Where’s my cut?









President Joe Biden claimed the COVID-19 pandemic has made it psychologically difficult for Americans to feel happy despite their improving economic circumstances.
During an extensive interview with Brian Tyler Cohen that aired Saturday, the progressive host asked Biden to address frustration that some Democrats might feel that the party’s agenda is not moving forward quickly enough despite Democrats controlling both Congress and the White House.
Biden replied by suggesting that the psychological toll of COVID-19 prevents some Americans from seeing the progress that has been made under his administration.
“I think the biggest impact of the psychology of the country has been COVID,” said Biden, pointing out how more than 1 million Americans have died from the virus.
Hard-left podcaster Brian Tyler Cohen interviewed Biden. The topics were what would expect—Biden’s race- and sex-based Supreme Court nominee, claims that Trump and other Republicans support Putin, boasts about his strategic genius, etc.—but the real surprise was Biden’s claim that COVID has made Americans so psychologically unstable they can’t understand that the Biden economy is wonderful.
Here’s what Americans know: They are facing hard times. The economy is creeping back, but it’s nowhere near what it was under Trump before COVID. In 2019, unemployment was 3.6%. It went up to 6.7% in 2020. It’s now 4%, still short of the pre-COVID rate.
That 4% doesn’t even include the millions of people who dropped out of the workforce. CBS blames long COVID but it’s a good bet stimulus checks have also depressed the workforce. If people are paid not to work, they won’t work. When government money finally ends, they might come back.
Inflation is a problem, too. While wages have increased, those increases haven’t kept pace inflation’s 40 year high. A 3.5% raise is meaningless if life’s necessities (food, shelter, energy costs) increase in price by 7% or more.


* _What you should do_:
The lines running from the one that contains "Discover where *window* is." to the end of the records below are what to reproduce, exactly and without pictures.

* _Records contained in a dataset_:
---*---
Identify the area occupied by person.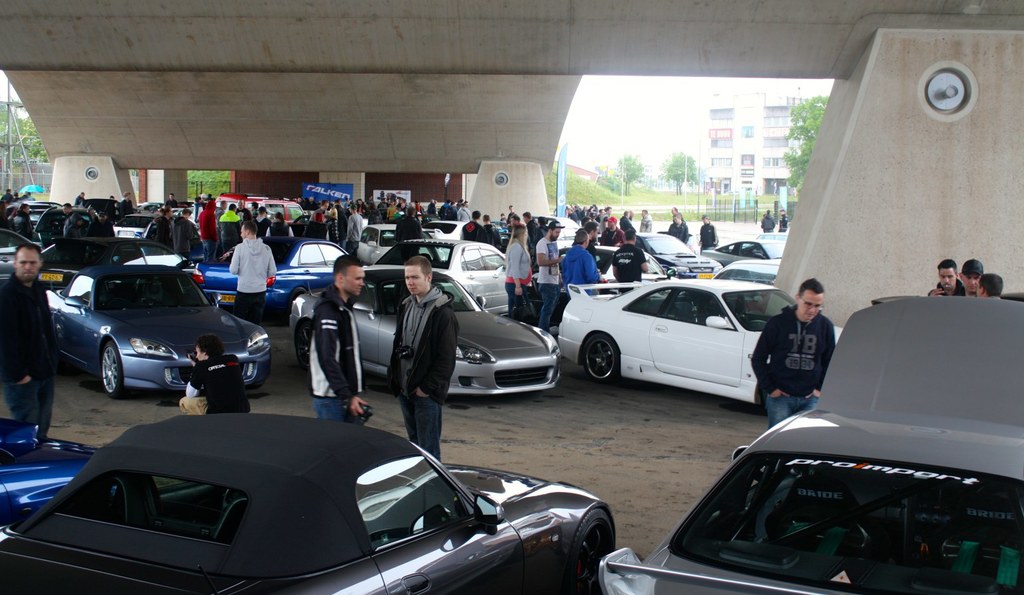
Area: [x1=960, y1=259, x2=984, y2=297].
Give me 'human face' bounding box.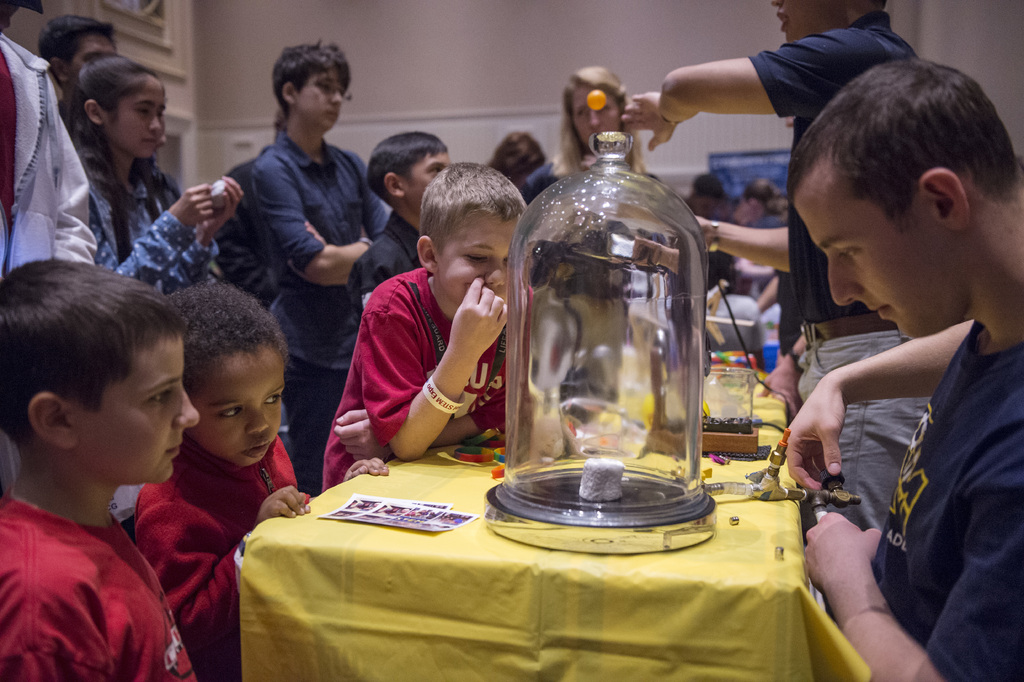
x1=291, y1=57, x2=342, y2=140.
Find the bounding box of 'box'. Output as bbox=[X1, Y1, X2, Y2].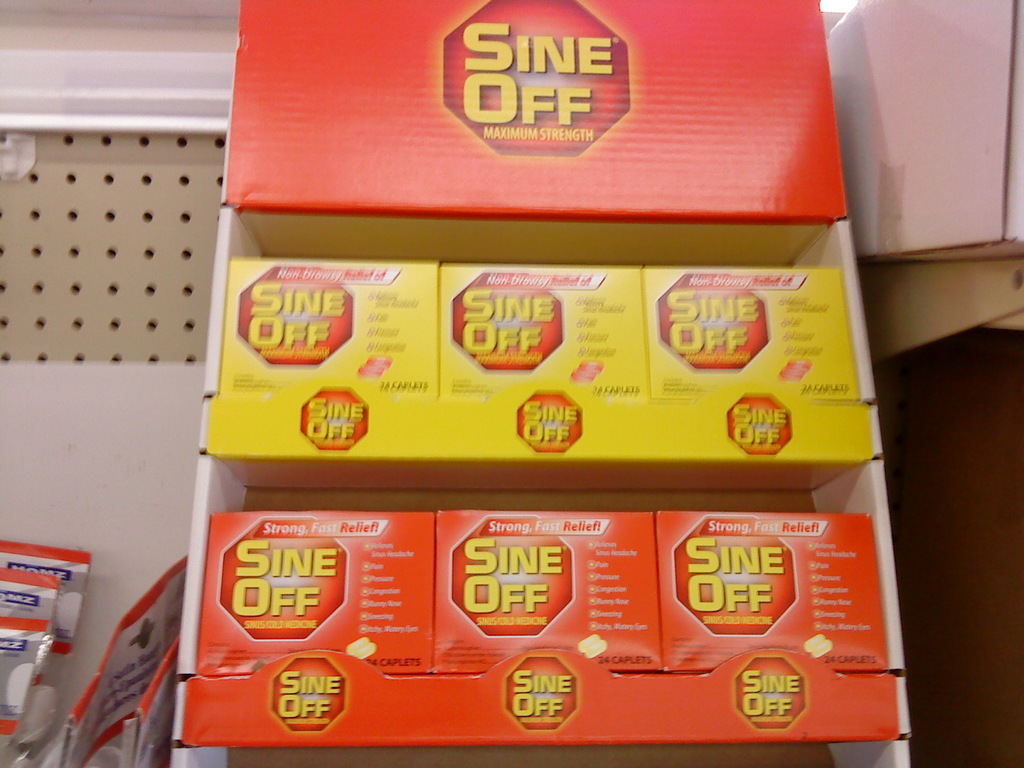
bbox=[212, 248, 838, 495].
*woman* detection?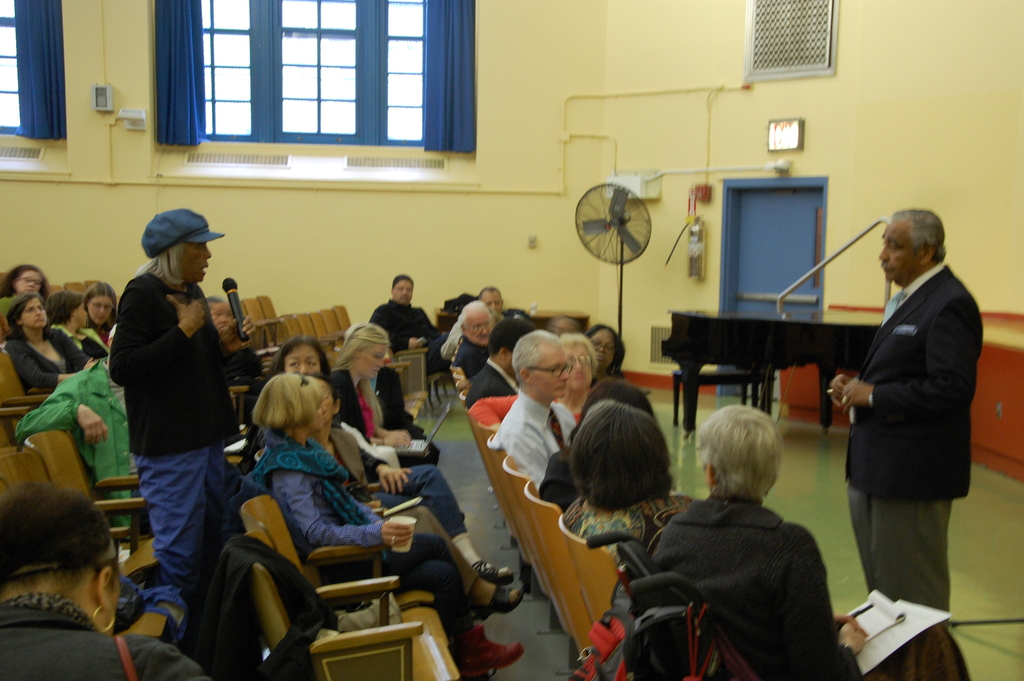
(left=560, top=331, right=610, bottom=430)
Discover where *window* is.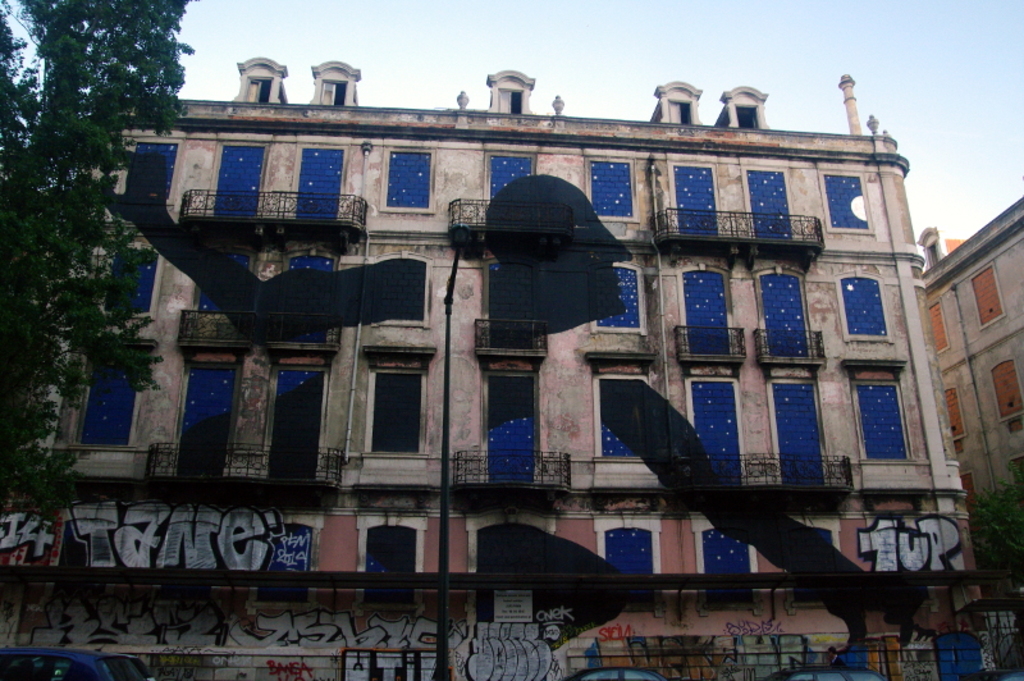
Discovered at x1=605 y1=524 x2=653 y2=571.
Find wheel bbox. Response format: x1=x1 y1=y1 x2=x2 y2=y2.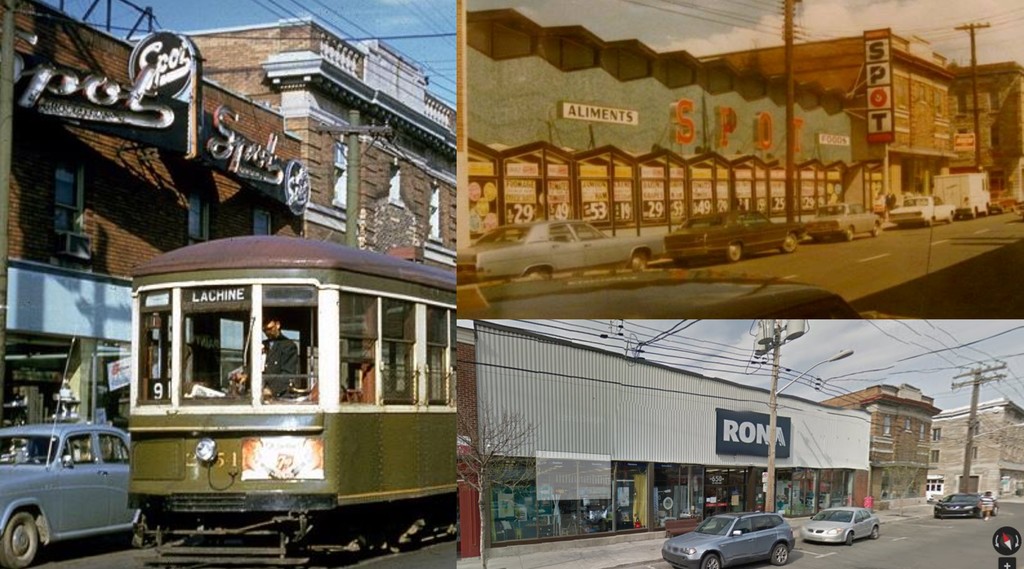
x1=929 y1=220 x2=937 y2=227.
---*---
* _Task solution_:
Discover where *window* is.
Discovered at x1=605 y1=524 x2=653 y2=571.
Find wheel bbox. Response format: x1=x1 y1=y1 x2=x2 y2=y2.
x1=929 y1=220 x2=937 y2=227.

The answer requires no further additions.